We started with a single price.
Now we are mapping every wine in the world.
CruRank began with a frustration its founder, Zach Ramsay, could not shake. Fine wine has a price, yet that price hides across dozens of salerooms and is rarely shown plainly. He set out to gather it, attribute it, and put it where anyone can read it for free. What began as one clear window onto the auction market has grown into something larger. An honest record of what wine is worth, and where the best of it is poured.
In the saleroom
We gather realized prices from the auction houses themselves, captured after each sale closes. Every lot becomes a single per 750ml figure, labeled with the buyer's premium, and ranked into leaderboards that stay free for everyone. The top sales of the month, the most expensive bottles ever sold, the biggest movers, and the producers and regions that lead the market.
Collectors kept telling us the hard part was not learning a price. It was missing the bottle. So we built the want list. You describe a wine you are hunting, we watch every house you follow, and we tell you the moment it appears and again before the lot closes. Every week of capture adds to a record that only grows more complete.
On the table
Prices answer one question. The finest rooms answer another. We began reading the world's serious restaurant wine lists, the ones sommeliers labor over, and counting how often each wine appears across them. We call it the sommelier consensus. It already reads more than a thousand lists, and it grows every week.
We are careful about what a count can mean. A wine's standing is measured only against the lists we have truly read, never against every restaurant on earth, because we will not claim to know a list we have never seen.
The hard problem
The moment we set auctions and restaurant lists beside each other, one problem stood out above all the others. The same wine wears a hundred names. One room writes it long, another writes it short, a catalog spells the cuvée a third way, and a single great producer can scatter into dozens of fragments. If you cannot see that all of those are one bottle, every count and every price drifts a little off true.
So we are building our own way to know wine. We work through it producer by producer, assembling the full lineup each maker has ever bottled, the celebrated cuvée and the quiet one alike, then linking every name on every list and in every catalog back to that one true wine. It is patient work, and it is the ground the rest of CruRank stands on.
Discovery
A few beliefs guide us. We follow the goal rather than the old conventions of the trade. We work to know every wine on every list, the bottle near a hundred dollars as carefully as the one that makes headlines. And we believe the real reward for you is discovery.
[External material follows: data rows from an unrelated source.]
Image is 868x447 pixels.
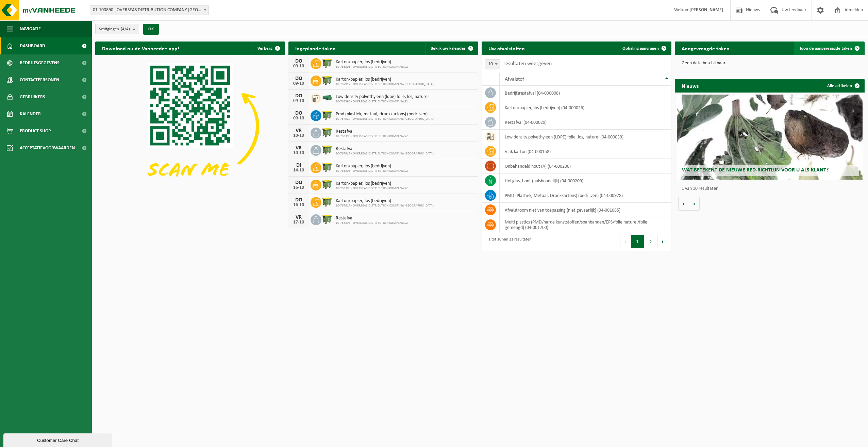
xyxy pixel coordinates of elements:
span: Navigatie [20,20,41,37]
div: 10-10 [292,150,306,155]
div: VR [292,215,306,220]
a: Ophaling aanvragen [617,42,671,55]
button: 1 [631,235,644,248]
div: DO [292,180,306,185]
div: 09-10 [292,98,306,103]
h2: Uw afvalstoffen [482,42,532,55]
a: Wat betekent de nieuwe RED-richtlijn voor u als klant? [677,95,862,180]
span: 10-763396 - OVERSEAS DISTRIBUTION COMPANY/S2 [336,221,408,225]
span: Restafval [336,129,408,135]
img: WB-1100-HPE-GN-50 [322,57,333,68]
span: Karton/papier, los (bedrijven) [336,198,433,204]
span: 10-763396 - OVERSEAS DISTRIBUTION COMPANY/S2 [336,187,408,191]
span: Karton/papier, los (bedrijven) [336,59,408,65]
a: Toon de aangevraagde taken [794,42,864,55]
div: 1 tot 10 van 11 resultaten [485,234,531,249]
button: Verberg [252,42,284,55]
span: 10-767917 - OVERSEAS DISTRIBUTION COMPANY/[GEOGRAPHIC_DATA] [336,152,433,156]
h2: Ingeplande taken [289,42,342,55]
div: DO [292,76,306,81]
span: Vestigingen [99,24,130,34]
div: DI [292,163,306,168]
count: (4/4) [121,27,130,31]
h2: Download nu de Vanheede+ app! [95,42,186,55]
p: Geen data beschikbaar. [682,61,858,65]
button: Next [657,235,668,248]
span: 01-100890 - OVERSEAS DISTRIBUTION COMPANY NV - ANTWERPEN [90,5,209,15]
button: Vorige [678,197,689,210]
button: Previous [620,235,631,248]
span: 10-767917 - OVERSEAS DISTRIBUTION COMPANY/[GEOGRAPHIC_DATA] [336,117,433,121]
td: vlak karton (04-000158) [499,144,671,159]
button: Vestigingen(4/4) [95,24,139,34]
strong: [PERSON_NAME] [690,7,723,13]
button: 2 [644,235,657,248]
span: 10-767917 - OVERSEAS DISTRIBUTION COMPANY/[GEOGRAPHIC_DATA] [336,204,433,208]
span: 01-100890 - OVERSEAS DISTRIBUTION COMPANY NV - ANTWERPEN [90,6,208,15]
span: Gebruikers [20,89,45,105]
a: Bekijk uw kalender [425,42,477,55]
span: Karton/papier, los (bedrijven) [336,77,433,83]
div: 10-10 [292,133,306,138]
span: Ophaling aanvragen [622,46,659,51]
div: VR [292,128,306,133]
span: 10 [485,59,499,69]
div: 14-10 [292,168,306,173]
img: WB-1100-HPE-GN-50 [322,179,333,190]
h2: Nieuws [675,79,705,92]
span: Restafval [336,216,408,221]
button: OK [143,24,159,35]
span: Karton/papier, los (bedrijven) [336,164,408,169]
div: 09-10 [292,64,306,68]
span: Wat betekent de nieuwe RED-richtlijn voor u als klant? [682,168,828,173]
td: afvalstroom niet van toepassing (niet gevaarlijk) (04-001085) [499,203,671,218]
td: low density polyethyleen (LDPE) folie, los, naturel (04-000039) [499,130,671,144]
span: Restafval [336,146,433,152]
iframe: chat widget [4,432,114,447]
img: HK-XK-22-GN-00 [322,95,333,101]
span: Karton/papier, los (bedrijven) [336,181,408,187]
span: Dashboard [20,37,45,54]
td: multi plastics (PMD/harde kunststoffen/spanbanden/EPS/folie naturel/folie gemengd) (04-001700) [499,218,671,232]
img: WB-1100-HPE-GN-50 [322,161,333,173]
div: 16-10 [292,203,306,207]
div: DO [292,93,306,98]
img: WB-1100-HPE-GN-50 [322,144,333,155]
img: Download de VHEPlus App [95,55,285,198]
span: Acceptatievoorwaarden [20,139,75,157]
td: hol glas, bont (huishoudelijk) (04-000209) [499,174,671,188]
span: 10-763396 - OVERSEAS DISTRIBUTION COMPANY/S2 [336,65,408,69]
span: 10 [485,59,500,69]
div: 17-10 [292,220,306,225]
span: Low density polyethyleen (ldpe) folie, los, naturel [336,94,428,100]
a: Alle artikelen [822,79,864,92]
span: 10-763396 - OVERSEAS DISTRIBUTION COMPANY/S2 [336,169,408,173]
div: 09-10 [292,81,306,86]
img: WB-1100-HPE-GN-50 [322,109,333,121]
div: 16-10 [292,185,306,190]
span: Afvalstof [505,76,524,82]
span: 10-767917 - OVERSEAS DISTRIBUTION COMPANY/[GEOGRAPHIC_DATA] [336,83,433,86]
span: Pmd (plastiek, metaal, drankkartons) (bedrijven) [336,111,433,117]
p: 1 van 10 resultaten [682,187,861,191]
td: restafval (04-000029) [499,115,671,130]
span: Bedrijfsgegevens [20,54,59,72]
span: Bekijk uw kalender [430,46,466,51]
h2: Aangevraagde taken [675,42,737,55]
label: resultaten weergeven [503,61,551,66]
span: Kalender [20,105,41,122]
span: Verberg [257,46,273,51]
div: VR [292,146,306,150]
span: Product Shop [20,122,51,139]
div: 09-10 [292,116,306,121]
span: 10-763396 - OVERSEAS DISTRIBUTION COMPANY/S2 [336,135,408,138]
img: WB-1100-HPE-GN-50 [322,213,333,225]
td: karton/papier, los (bedrijven) (04-000026) [499,100,671,115]
td: onbehandeld hout (A) (04-000200) [499,159,671,174]
span: 10-763396 - OVERSEAS DISTRIBUTION COMPANY/S2 [336,100,428,104]
img: WB-1100-HPE-GN-50 [322,127,333,138]
span: Contactpersonen [20,72,59,89]
div: DO [292,111,306,116]
td: PMD (Plastiek, Metaal, Drankkartons) (bedrijven) (04-000978) [499,188,671,203]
It is easy to point at the famous bottles everyone already knows. The more useful thing is to surface the serious wines you have not met yet, the ones worth your attention, drawn from what the best rooms quietly pour and what the market quietly values. We are building a place where a curious drinker, a collector, and a sommelier can each ask the same two questions, what should I be drinking and what is it really worth, and find an honest answer drawn from real sales and real lists.
Where we are headed
CruRank is driven by its founder, Zach Ramsay, toward a single goal. That every serious wine in the world is known and connected to a fair sense of its worth, so anyone at the table can find the bottles that deserve their attention, whether they are bidding at auction, building a list, or simply choosing what to open tonight. We are early in that work, and we are building it one wine at a time.
Facts only
We publish facts, never prose. Every price names its house, and every wine list belongs to the restaurant that wrote it. When a number is on the page, you can always see where it came from.
How we count, in full, lives on our methodology page.